ENTERTAINMENT

Federal appeals court revives NYC foster care lawsuit – amNewYork

IMG_0929

The Thurgood Marshall United States Courthouse at 40 Foley Square in Manhattan.

Photo by Andrew Denney

Foster kids whose relatives were denied certification to care for them, sometimes based on decades-old criminal convictions, revived their civil rights suit on Monday as a federal appellate court declared they have standing to sue New York City and Gov. Kathy Hochul.

Judges reversed a lower court’s dismissal of a lawsuit brought by 14 children whose family members wanted to become “kin caregivers” recognized by the state, a status that qualifies them for subsidies, medical care and caregiver training. The plaintiffs say the denials breached their relatives’ due process rights in the lawsuit first filed in Brooklyn federal court. 

Finding lack of standing, and reasoning that the plaintiffs asserted only the rights of their third-party relatives, the trial court dismissed the suit. 

That was a mistake, the U.S. Court of Appeals for the Second Circuit said. 

“The plaintiffs have suffered a real-world harm: They have been denied a certified placement with a relative foster parent,” U.S. Circuit Judge Steven Menashi wrote for the three-judge panel.

He went on to note that kids who weren’t placed with another foster family were denied the medical and social services that come with foster placement, and those in the care of non-relatives were exposed to the risks of mental and emotional harm. 

“These are real-world injuries, traceable to the defendants, and redressable by a favorable ruling. The district court erred by ruling otherwise,” Menashi wrote. 

He was joined on the decision by U.S. Circuit Judges Michael Park and Maria Araújo Kahn. 

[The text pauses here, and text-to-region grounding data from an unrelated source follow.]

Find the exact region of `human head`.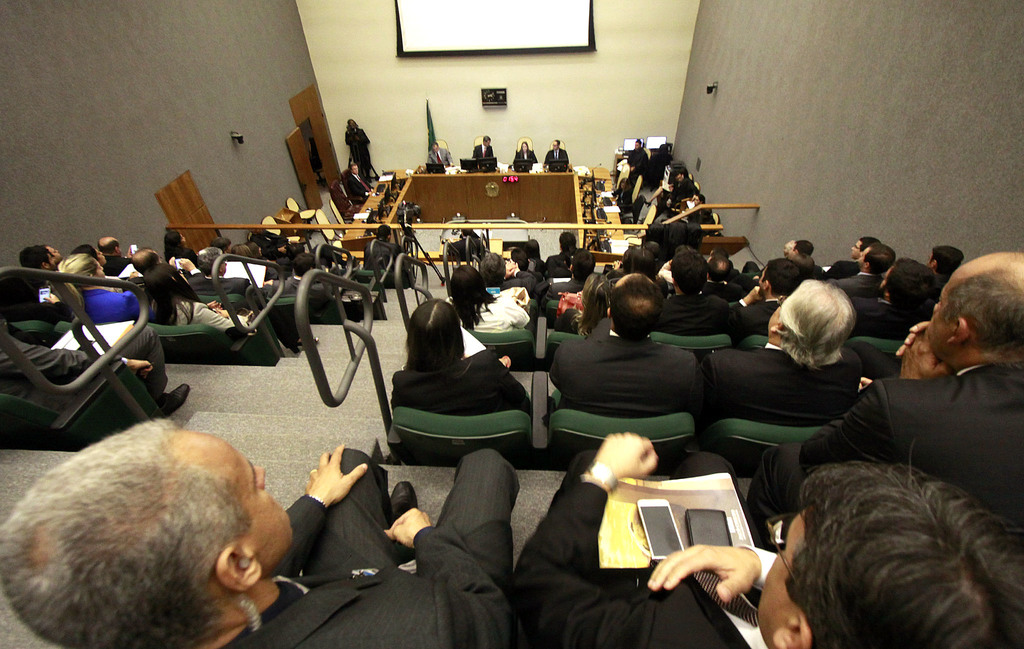
Exact region: 617/177/628/188.
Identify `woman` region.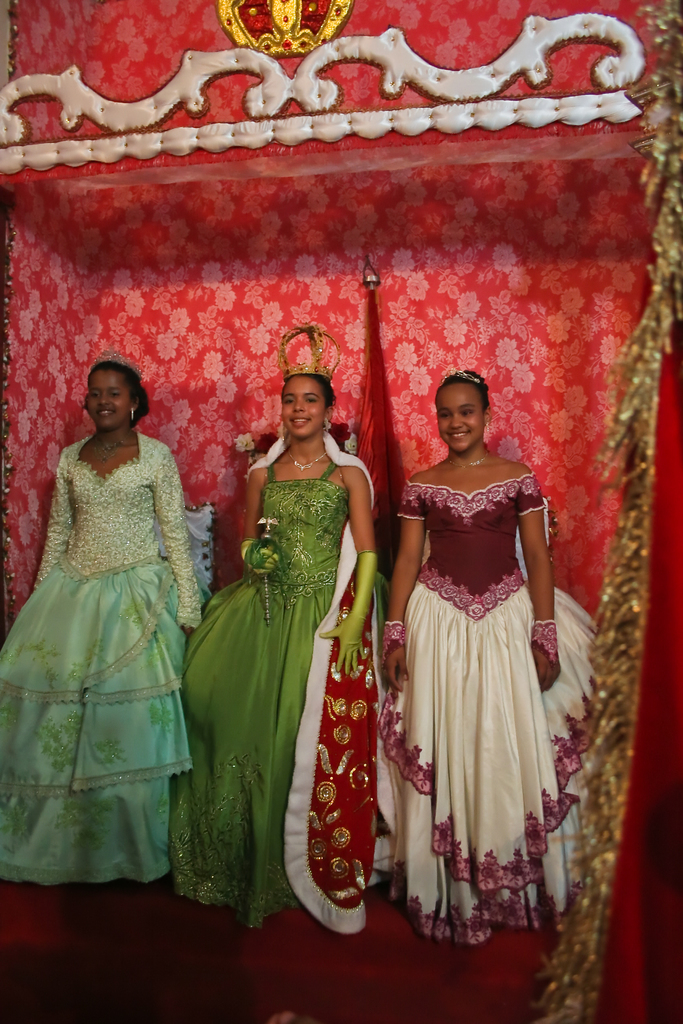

Lisa Freeman heads up the Special Litigation and Law Reform Unit with the Juvenile Rights Practice at the Legal Aid Society, which represents the plaintiffs along with the firm Dechert LLP.

She called the decision “a powerful recognition that children’s constitutional rights may be violated when the state blocks them from living with their families.” 

“The court made clear that denying children placement with relatives may deprive them of stability, vital services, and family connections, as well as expose them to serious emotional and psychological harm,” Freeman said in a statement Monday. “This ruling affirms that children have their own constitutional rights at stake when government policies deprive them of willing and capable kin foster parents.”

A spokesperson for NYC’s Administration for Children’s Services responded to the ruling in a brief statement: “Finding safe, loving homes for children who need to come into foster care is essential. We are reviewing the decision of the 2nd Circuit.” 

The panel found some claims were moot, because two plaintiffs are now in the care of a relative foster parent, and another has aged out of the foster system. Reversing in part and affirming in part the lower court’s ruling, the judges remanded the case, which also names New York State Office of Children and Family Services Commissioner Sheila Poole, to the Eastern District of New York. 

Kin caregivers and automatic dismissals

When he was just 3 months old, B.B., the lead plaintiff in the 2021 case, was removed from his mother’s care and released to the care of his great-grandparents. The couple helped the young child, who has autism and is nonverbal, learn some sign language to communicate with his family, and even saved his life by getting him medical treatment for chronic lung disease and asthma.

But B.B.’s great-grandparents weren’t approved to get financial support as parents under the state’s kin caregiver program because back in 1995, the child’s great-grandfather was convicted of attempted burglary in the second degree. The count is one of the 300 felony charges that warrants either lifetime or five-year mandatory disqualification. 

“Children who spend time in stranger foster care have poorer school performance and are more susceptible to homelessness, arrest, chemical dependency, and mental and physical illness than children who remain with their families,” the federal complaint says.

Kids placed with family members, in turn, have reduced trauma and higher rates of behavioral and emotional well-being, according to a 2018 New York City interagency report. 

Through foster parent certification, families can get child care subsidies from the state, and foster children are automatically eligible for Medicaid and post-adoption services, like counseling and caregiver training.

Until 2008, foster and adoptive parents went through individual assessments, according to the complaint — but then the state began automatically denying the applications of people convicted of certain felonies, including criminal marijuana possession and possession of a weapon. 

In addition, a discretionary system can block prospective kin caregivers based on past charges alone, and based on anyone in the household over 18 ever having been the subject of an indicated report in the state’s child abuse registry.

The plaintiffs want to do away with the automatic dismissals, which they say are unconstitutional, and to return to individualized evaluations.